'All Rise' rises to the occasionBy Andrew L. Pincus Special to The Eagle
LENOX -- In a nation divided between black and white, straight and gay, Christian and Jew, Wynton Marsalis' long but irresistibly likable "All Rise" is a call to the melting pot.
In this Pulitzer Prize-winning synthesis of symphonic music and jazz, the blues become a metaphor for life's sorrows and joys. The words and music may come out of the African-American experience (so the message goes) but we're all in this together. And we're not just talking music.
We're talking many musics.
Marsalis lists some elements in a program note: "everything from the didgeridoo, ancient Greek music, fugue, the New Orleans funeral cadence, the fiddler's reel, the clave, the naningo, the American popular song, Eastern and Near-Eastern scales, and plain old down-home ditties."
And a full-dress symphony orchestra, of course. And gospel: The gospel tradition is strong. And spirituals. And probably more.
But, Marsalis adds, "I don't strive to combine many different styles in a 'world-music' type of melange. I only try to hear that they are the same."
That's it, folks. "All Rise," performed by the Boston Symphony Orchestra, Marsalis' Lincoln Center Jazz Orchestra, the Tanglewood Festival Chorus and four vocal soloists at Tanglewood Friday night, ain't world music and it ain't crossover. It's itself, and it made a grand and refreshing opening to the BSO season under the conductor who had commissioned it for the New York Philharmonic, Kurt Masur.
"All Rise" -- the title comes from the last of its 12 movements, an exhortation to rise for God -- does not arise out of a vacuum.
In the beginning, there was the symphonic jazz of Duke Ellington and Louis Armstrong. Stravinsky and Ravel incorporated jazz elements into their classical compositions. Gershwin wrote "Rhapsody in Blue." Gunther Schuller and his Third Stream brethren attempted a fusion.
But the composition that "All Rise" most nearly suggests is Leonard Bernstein's "Chichester Psalms." The differences are instructive.
Bernstein set biblical texts to a Broadway beat and blare -- a collision of elements.
Using texts of his own making, Marsalis also invokes the Bible, but as filtered through the black experience ("Come by, Lord, come by, Lord, / Hear me prayin' won't you come by, Lord"). The music and material are one.
Jazz avant-gardists complain that Marsalis is too conservative. The argument can safely be left to the aficionados. The point here is that over its two-hour course, "All Rise" pulses with infectious vitality.
In the second movement, the chorus chants "112," over and over, with childlike glee (Marsalis says his son sang the chant for two hours straight on a train ride). The sixth movement, "Cried, Shouted, Then Sung," is a New Orleans jazz funeral, complete with screams of lament from the brasses and a foot-stamping, hand-clapping chorus. The tenth movement is a woo-woo, chug-chug, clang-clang evocation of trains, "the ultimate dance machine."
On the podium, the 76-year-old Masur shimmed and danced to the beat like a true-believing jazzman, though he came up in the German symphonic tradition. At times, he had only to stand and listen as Marsalis' jazz band took off on improvisatory flights.
The BSO had performed the 1999 composition under Masur last December in Symphony Hall. On a tight rehearsal schedule here, the BSO performance was understandably less polished than that of the nattily dressed jazz band, which put on a spectacular show: This is a great bunch of musicians. Marsalis took only a limited solo role -- also spectacular, of course -- for himself, leaving most trumpet solos to his colleagues.
Though the vocal solos are not big, soprano Laquita Mitchell, mezzo-soprano Cynthia Renee Hardy, tenor Brian Robinson and bass-baritone Robert Honeysucker sent them out into the night like a glory train. Singing from memory as usual, John Oliver's chorus added a lusty assent.
History has not been kind to symphonic jazz. In the symphonic canon, only "Rhapsody in Blue" endures, and it is primarily a Pops piece. With "All Rise," let's see what happens.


ASSIGNMENT:
The required output is all lines below that contain the word "aerodynamics".

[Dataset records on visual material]

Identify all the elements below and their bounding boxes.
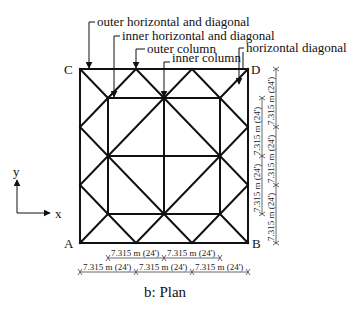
bottom-dimensions: 7.315 m (24') 7.315 m (24') 7.315 m (24'… bbox=[78, 248, 250, 275]
annotation-inner-column: inner column bbox=[172, 50, 241, 65]
annotation-horizontal-diagonal: horizontal diagonal bbox=[246, 40, 347, 55]
dim-right-2c: 7.315 m (24') bbox=[266, 77, 276, 125]
dim-bottom-1b: 7.315 m (24') bbox=[167, 248, 215, 258]
member-annotations: outer horizontal and diagonal inner hori… bbox=[89, 14, 347, 97]
x-axis-label: x bbox=[55, 206, 62, 221]
corner-label-c: C bbox=[64, 62, 73, 77]
annotation-outer-horizontal-diagonal: outer horizontal and diagonal bbox=[97, 14, 250, 29]
structural-plan-diagram: C D A B y x outer horizontal and diagona… bbox=[0, 0, 358, 309]
dim-bottom-2a: 7.315 m (24') bbox=[83, 262, 131, 272]
dim-bottom-1a: 7.315 m (24') bbox=[111, 248, 159, 258]
dim-bottom-2c: 7.315 m (24') bbox=[195, 262, 243, 272]
dim-bottom-2b: 7.315 m (24') bbox=[139, 262, 187, 272]
axis-indicator: y x bbox=[13, 164, 62, 221]
dim-right-2a: 7.315 m (24') bbox=[266, 193, 276, 241]
dim-right-1a: 7.315 m (24') bbox=[252, 164, 262, 212]
corner-label-a: A bbox=[64, 236, 74, 251]
figure-caption: b: Plan bbox=[144, 284, 187, 300]
dim-right-1b: 7.315 m (24') bbox=[252, 107, 262, 155]
y-axis-label: y bbox=[13, 164, 20, 179]
dim-right-2b: 7.315 m (24') bbox=[266, 135, 276, 183]
corner-label-b: B bbox=[252, 236, 261, 251]
corner-label-d: D bbox=[251, 62, 260, 77]
right-dimensions: 7.315 m (24') 7.315 m (24') 7.315 m (24'… bbox=[252, 67, 279, 245]
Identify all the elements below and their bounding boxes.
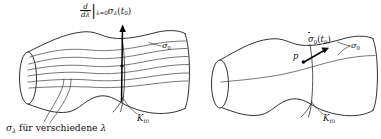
velocity-close-paren: ) [327,34,330,44]
left-cap-ellipse [20,52,37,104]
caption-text: für verschiedene [16,122,100,133]
label-left-sigma-zero: σ0 [162,41,171,49]
sigma-with-overdot: σ [308,35,314,43]
right-far-rim [373,39,377,111]
label-velocity-vector: σ 0(t0) [308,35,331,43]
left-k-subsubscript: 0 [146,118,149,124]
right-point-p-dot [302,60,306,64]
left-sigma-zero-subscript: 0 [168,45,171,51]
argument-close-paren: ) [128,6,131,16]
right-k-subsubscript: 0 [332,118,335,124]
evaluation-bar: | [91,6,96,16]
label-right-sigma-zero: σ0 [351,41,360,49]
figure-root: d dλ |λ=0σλ(t0) σ0 Kt0 σλ für verschiede… [0,0,381,139]
caption-curve-family: σλ für verschiedene λ [6,123,106,132]
right-sigma-zero-subscript: 0 [357,45,360,51]
left-basepoint-dot [120,64,123,67]
fraction-denominator: dλ [80,11,91,19]
evaluation-bar-subscript: λ=0 [96,10,108,16]
right-cap-ellipse [212,60,229,108]
caption-lambda: λ [100,122,106,133]
label-right-cross-section: Kt0 [323,114,335,123]
left-variation-arrow-head [119,25,126,33]
velocity-sigma-symbol: σ [308,34,314,44]
derivative-fraction: d dλ [80,3,91,19]
left-far-rim [185,34,189,109]
label-point-p: p [293,52,298,60]
label-variation-derivative: d dλ |λ=0σλ(t0) [80,3,131,19]
label-left-cross-section: Kt0 [137,114,149,123]
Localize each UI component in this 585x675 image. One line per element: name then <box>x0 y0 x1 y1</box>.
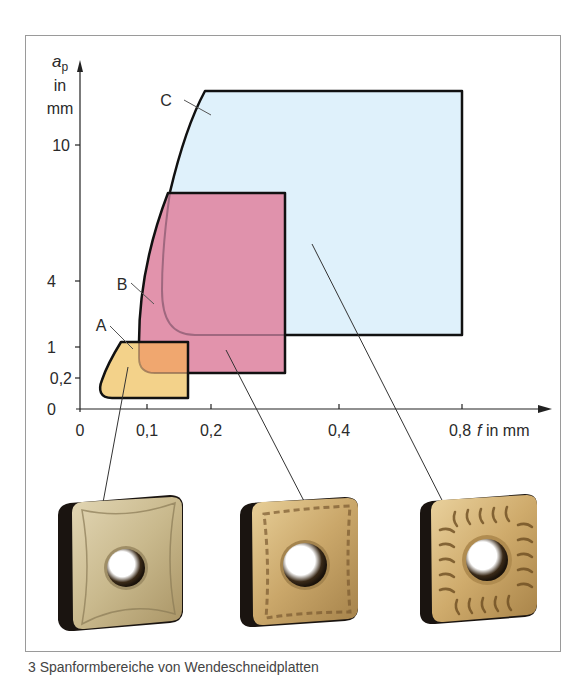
region-ab-overlap <box>139 342 188 373</box>
x-tick-label-0: 0 <box>76 422 85 439</box>
y-axis-title-unit-1: in <box>54 77 66 94</box>
x-tick-label-0-4: 0,4 <box>328 422 350 439</box>
x-tick-label-0-1: 0,1 <box>136 422 158 439</box>
y-tick-label-10: 10 <box>52 137 70 154</box>
x-axis-title: f in mm <box>477 422 529 439</box>
x-tick-label-0-2: 0,2 <box>200 422 222 439</box>
figure-caption: 3 Spanformbereiche von Wendeschneidplatt… <box>28 659 319 675</box>
y-tick-label-1: 1 <box>47 339 56 356</box>
y-axis-title-unit-2: mm <box>47 100 74 117</box>
insert-b-image <box>240 497 358 627</box>
insert-c-image <box>420 494 537 624</box>
region-label-a: A <box>96 317 107 334</box>
y-tick-label-4: 4 <box>47 273 56 290</box>
y-tick-label-0-2: 0,2 <box>50 370 72 387</box>
region-label-b: B <box>117 276 128 293</box>
insert-a-image <box>58 495 183 631</box>
x-tick-label-0-8: 0,8 <box>449 422 471 439</box>
y-tick-label-0: 0 <box>47 401 56 418</box>
region-label-c: C <box>160 92 172 109</box>
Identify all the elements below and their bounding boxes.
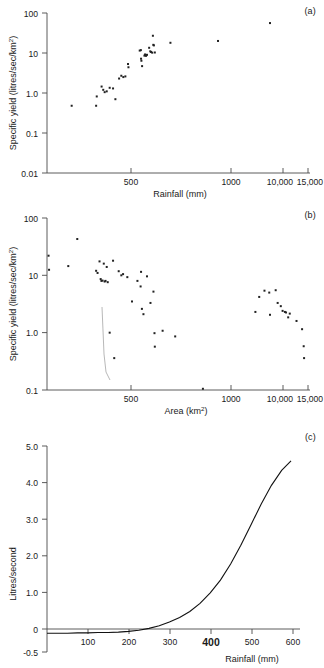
data-point [258, 296, 260, 298]
data-point [103, 263, 105, 265]
data-point [148, 47, 150, 49]
panel-b-xaxis-title: Area (km2) [165, 405, 208, 417]
panel-a-y-ticks: 100 10 1.0 0.1 0.01 [21, 9, 47, 179]
data-point [152, 291, 154, 293]
panel-a-ytick-1: 1.0 [26, 89, 38, 99]
data-point [146, 54, 148, 56]
data-point [140, 49, 142, 51]
panel-b-axes [47, 218, 310, 390]
panel-b-ytick-100: 100 [24, 214, 39, 224]
panel-b-x-ticks: 500 1000 10,000 15,000 [124, 385, 324, 404]
data-point [131, 300, 133, 302]
data-point [162, 330, 164, 332]
panel-c-exponential-curve [47, 461, 291, 633]
data-point [95, 270, 97, 272]
panel-c-plot: 5.0 4.0 3.0 2.0 1.0 0 -0.5 100 200 300 4… [0, 424, 324, 668]
data-point [120, 274, 122, 276]
data-point [141, 65, 143, 67]
data-point [263, 290, 265, 292]
data-point [112, 87, 114, 89]
panel-a-xtick-1000: 1000 [221, 177, 240, 187]
data-point [95, 105, 97, 107]
data-point [71, 105, 73, 107]
data-point [99, 260, 101, 262]
data-point [106, 266, 108, 268]
panel-c: (c) 5.0 4.0 3.0 2.0 1.0 0 -0.5 [0, 424, 324, 668]
data-point [104, 91, 106, 93]
data-point [109, 87, 111, 89]
data-point [282, 310, 284, 312]
data-point [112, 260, 114, 262]
panel-c-tag: (c) [305, 432, 316, 442]
panel-b-xtick-10000: 10,000 [267, 394, 294, 404]
panel-a-xtick-500: 500 [124, 177, 139, 187]
data-point [140, 285, 142, 287]
panel-b-ytick-1: 1.0 [26, 328, 38, 338]
panel-a-plot: 100 10 1.0 0.1 0.01 500 1000 10,000 15,0… [0, 0, 324, 200]
panel-c-xtick-100: 100 [81, 637, 96, 647]
data-point [289, 313, 291, 315]
data-point [48, 255, 50, 257]
panel-c-ytick-1: 1.0 [26, 588, 38, 598]
data-point [97, 272, 99, 274]
panel-c-ytick-3: 3.0 [26, 515, 38, 525]
panel-c-ytick-neg: -0.5 [23, 648, 38, 658]
panel-b: (b) 100 10 1.0 0.1 500 1000 10,000 [0, 204, 324, 416]
panel-c-xtick-300: 300 [163, 637, 178, 647]
panel-b-yaxis-title: Specific yield (litres/sec/km2) [7, 247, 19, 361]
panel-a-yaxis-title: Specific yield (litres/sec/km2) [7, 36, 19, 150]
data-point [287, 316, 289, 318]
panel-b-y-ticks: 100 10 1.0 0.1 [24, 214, 47, 396]
data-point [142, 313, 144, 315]
panel-c-xaxis-title: Rainfall (mm) [225, 654, 279, 664]
panel-b-xtick-500: 500 [124, 394, 139, 404]
panel-c-ytick-2: 2.0 [26, 551, 38, 561]
data-point [269, 22, 271, 24]
data-point [174, 335, 176, 337]
data-point [217, 40, 219, 42]
data-point [277, 302, 279, 304]
data-point [275, 289, 277, 291]
data-point [151, 52, 153, 54]
data-point [107, 281, 109, 283]
data-point [154, 346, 156, 348]
data-point [285, 311, 287, 313]
data-point [109, 332, 111, 334]
panel-b-ytick-0-1: 0.1 [26, 386, 38, 396]
figure-container: (a) 100 10 1.0 0.1 0.01 [0, 0, 324, 668]
data-point [124, 75, 126, 77]
panel-b-xtick-1000: 1000 [221, 394, 240, 404]
panel-c-xtick-200: 200 [122, 637, 137, 647]
data-point [268, 292, 270, 294]
data-point [127, 63, 129, 65]
data-point [140, 60, 142, 62]
stray-line-artifact [102, 307, 110, 380]
data-point [301, 328, 303, 330]
panel-a-x-ticks: 500 1000 10,000 15,000 [124, 168, 324, 187]
data-point [280, 305, 282, 307]
panel-c-xtick-600: 600 [286, 637, 301, 647]
panel-c-ytick-0: 0 [33, 625, 38, 635]
data-point [113, 357, 115, 359]
data-point [106, 90, 108, 92]
data-point [126, 276, 128, 278]
data-point [120, 75, 122, 77]
data-point [96, 95, 98, 97]
data-point [118, 270, 120, 272]
panel-c-xtick-500: 500 [245, 637, 260, 647]
panel-a-axes [47, 13, 310, 173]
panel-b-ytick-10: 10 [28, 271, 38, 281]
data-point [152, 35, 154, 37]
panel-a-tag: (a) [304, 6, 316, 16]
data-point [296, 320, 298, 322]
panel-a-datapoints [71, 22, 271, 107]
data-point [153, 44, 155, 46]
panel-a-xaxis-title: Rainfall (mm) [153, 189, 207, 199]
panel-a: (a) 100 10 1.0 0.1 0.01 [0, 0, 324, 200]
data-point [303, 357, 305, 359]
panel-c-xtick-400: 400 [202, 636, 220, 648]
panel-b-xtick-15000: 15,000 [297, 394, 324, 404]
panel-b-plot: 100 10 1.0 0.1 500 1000 10,000 15,000 Ar… [0, 204, 324, 416]
panel-c-yaxis-title: Litres/second [8, 547, 18, 601]
data-point [122, 76, 124, 78]
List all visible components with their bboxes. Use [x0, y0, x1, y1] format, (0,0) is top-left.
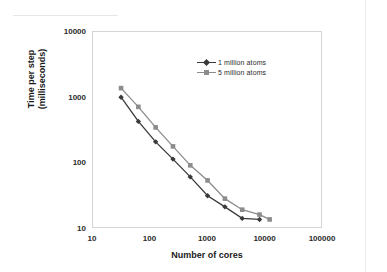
legend-item-1-million-atoms: 1 million atoms — [197, 57, 266, 67]
y-axis-title: Time per step (milliseconds) — [26, 16, 48, 142]
y-tick-label: 100 — [40, 158, 86, 167]
legend-key-square-icon — [197, 68, 216, 77]
chart-figure: 10000 1000 100 10 10 100 1000 10000 1000… — [0, 0, 387, 272]
y-axis-title-line1: Time per step — [26, 16, 37, 142]
x-tick-label: 10000 — [253, 234, 275, 243]
legend-label: 1 million atoms — [218, 59, 266, 66]
scan-artifact-right — [365, 0, 366, 272]
x-axis-title: Number of cores — [92, 250, 322, 260]
x-tick-label: 1000 — [198, 234, 216, 243]
chart-legend: 1 million atoms 5 million atoms — [197, 57, 266, 77]
legend-key-diamond-icon — [197, 58, 216, 67]
legend-item-5-million-atoms: 5 million atoms — [197, 67, 266, 77]
x-tick-label: 10 — [88, 234, 97, 243]
x-tick-label: 100000 — [309, 234, 336, 243]
y-axis-title-line2: (milliseconds) — [37, 16, 48, 142]
legend-label: 5 million atoms — [218, 69, 266, 76]
y-tick-label: 10 — [40, 224, 86, 233]
x-tick-label: 100 — [143, 234, 156, 243]
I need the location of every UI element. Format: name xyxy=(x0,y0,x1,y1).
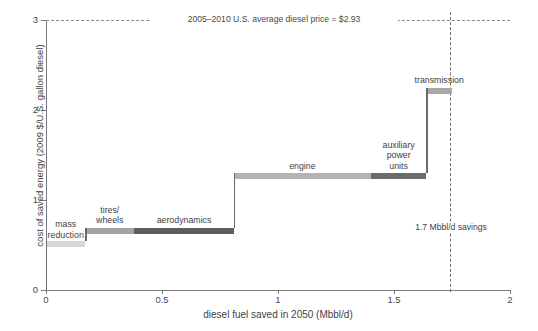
step-bar-cap xyxy=(234,173,371,179)
x-tick-label-0: 0 xyxy=(26,294,66,305)
diesel-price-reference-label: 2005–2010 U.S. average diesel price = $2… xyxy=(150,14,398,24)
step-riser-0 xyxy=(46,241,47,290)
x-axis-title: diesel fuel saved in 2050 (Mbbl/d) xyxy=(46,309,510,320)
step-riser-4 xyxy=(371,173,372,174)
step-bar-cap xyxy=(134,228,234,234)
x-tick-label-2: 2 xyxy=(490,294,530,305)
step-bar-engine[interactable] xyxy=(234,173,371,290)
step-label-aerodynamics: aerodynamics xyxy=(122,215,246,226)
step-bar-transmission[interactable] xyxy=(426,88,452,291)
step-riser-2 xyxy=(134,228,135,229)
step-label-transmission: transmission xyxy=(413,75,465,86)
step-bar-cap xyxy=(371,173,427,179)
step-bar-cap xyxy=(46,241,85,247)
step-bar-mass-reduction[interactable] xyxy=(46,241,85,290)
y-tick-label-0: 0 xyxy=(10,285,38,294)
step-bar-cap xyxy=(426,88,452,94)
step-bar-auxiliary-power-units[interactable] xyxy=(371,173,427,290)
step-bar-aerodynamics[interactable] xyxy=(134,228,234,290)
chart-figure: 0 1 2 3 0 0.5 1 1.5 2 cost of saved ener… xyxy=(0,0,538,331)
x-tick-label-0.5: 0.5 xyxy=(142,294,182,305)
x-tick-label-1.5: 1.5 xyxy=(374,294,414,305)
step-label-auxiliary-power-units: auxiliary power units xyxy=(359,140,439,172)
figure-title xyxy=(60,0,480,4)
x-tick-label-1: 1 xyxy=(258,294,298,305)
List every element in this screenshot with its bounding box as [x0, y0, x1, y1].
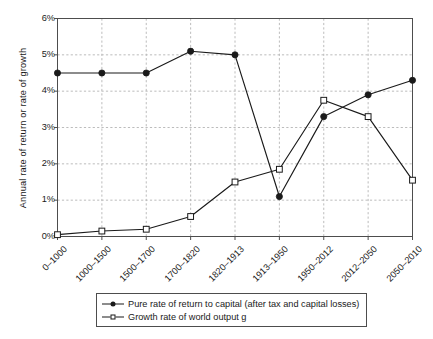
- axis-frame: [54, 19, 413, 241]
- filled-circle-marker-icon: [102, 299, 124, 309]
- legend-item-return: Pure rate of return to capital (after ta…: [102, 297, 359, 310]
- open-square-marker-icon: [102, 312, 124, 322]
- chart-legend: Pure rate of return to capital (after ta…: [96, 293, 367, 327]
- legend-label-growth: Growth rate of world output g: [128, 312, 246, 322]
- plot-area: [0, 0, 433, 339]
- legend-label-return: Pure rate of return to capital (after ta…: [128, 299, 359, 309]
- legend-item-growth: Growth rate of world output g: [102, 310, 359, 323]
- grid-lines: [58, 19, 413, 237]
- chart-figure: Annual rate of return or rate of growth …: [0, 0, 433, 339]
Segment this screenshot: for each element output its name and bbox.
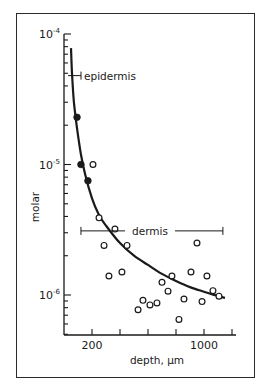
epidermis-label: epidermis [84,70,136,82]
fitted-curve-line [71,48,225,298]
dermis-point [106,273,112,279]
dermis-point [96,215,102,221]
epidermis-point [74,114,81,121]
y-axis-label: molar [29,191,41,222]
x-tick-label: 1000 [190,339,218,352]
y-tick-label: 10-5 [39,158,60,172]
dermis-point [216,293,222,299]
dermis-point [169,273,175,279]
y-tick-label: 10-6 [39,288,61,302]
epidermis-point [78,161,85,168]
dermis-point [194,240,200,246]
x-axis-label: depth, µm [130,354,184,366]
dermis-point [90,162,96,168]
dermis-point [119,269,125,275]
dermis-point [140,297,146,303]
scatter-chart: 10-410-510-62001000 epidermisdermis mola… [0,0,266,390]
dermis-point [204,273,210,279]
dermis-point [101,242,107,248]
dermis-point [147,302,153,308]
dermis-point [124,242,130,248]
y-tick-label: 10-4 [39,27,61,41]
annotations: epidermisdermis [68,70,223,237]
dermis-point [181,296,187,302]
dermis-point [135,307,141,313]
fitted-curve [71,48,225,298]
dermis-point [210,288,216,294]
dermis-point [154,300,160,306]
dermis-point [159,279,165,285]
epidermis-point [85,178,92,185]
dermis-point [165,288,171,294]
x-tick-label: 200 [82,339,103,352]
dermis-point [188,269,194,275]
dermis-point [199,299,205,305]
dermis-label: dermis [132,225,168,237]
dermis-point [176,317,182,323]
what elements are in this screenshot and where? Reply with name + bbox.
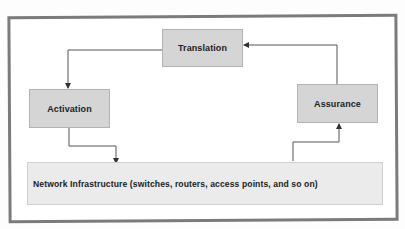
node-translation: Translation xyxy=(162,29,243,67)
node-translation-label: Translation xyxy=(178,43,227,53)
node-network-infrastructure: Network Infrastructure (switches, router… xyxy=(27,162,383,205)
node-assurance: Assurance xyxy=(297,84,378,123)
node-network-label: Network Infrastructure (switches, router… xyxy=(33,179,318,189)
node-activation: Activation xyxy=(29,89,110,128)
diagram-page: Translation Activation Assurance Network… xyxy=(0,0,405,229)
node-assurance-label: Assurance xyxy=(314,99,361,109)
node-activation-label: Activation xyxy=(47,104,92,114)
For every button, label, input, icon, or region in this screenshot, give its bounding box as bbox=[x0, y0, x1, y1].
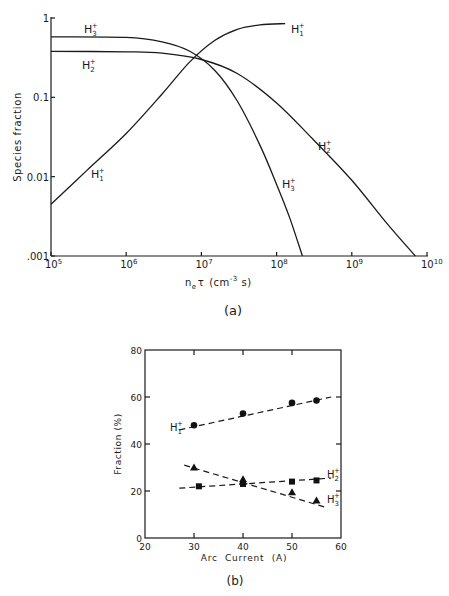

ANSWER TO THIS EXERCISE:
step-label-aerodynamics: aerodynamics xyxy=(122,215,246,226)
step-bar-aerodynamics[interactable] xyxy=(134,228,234,290)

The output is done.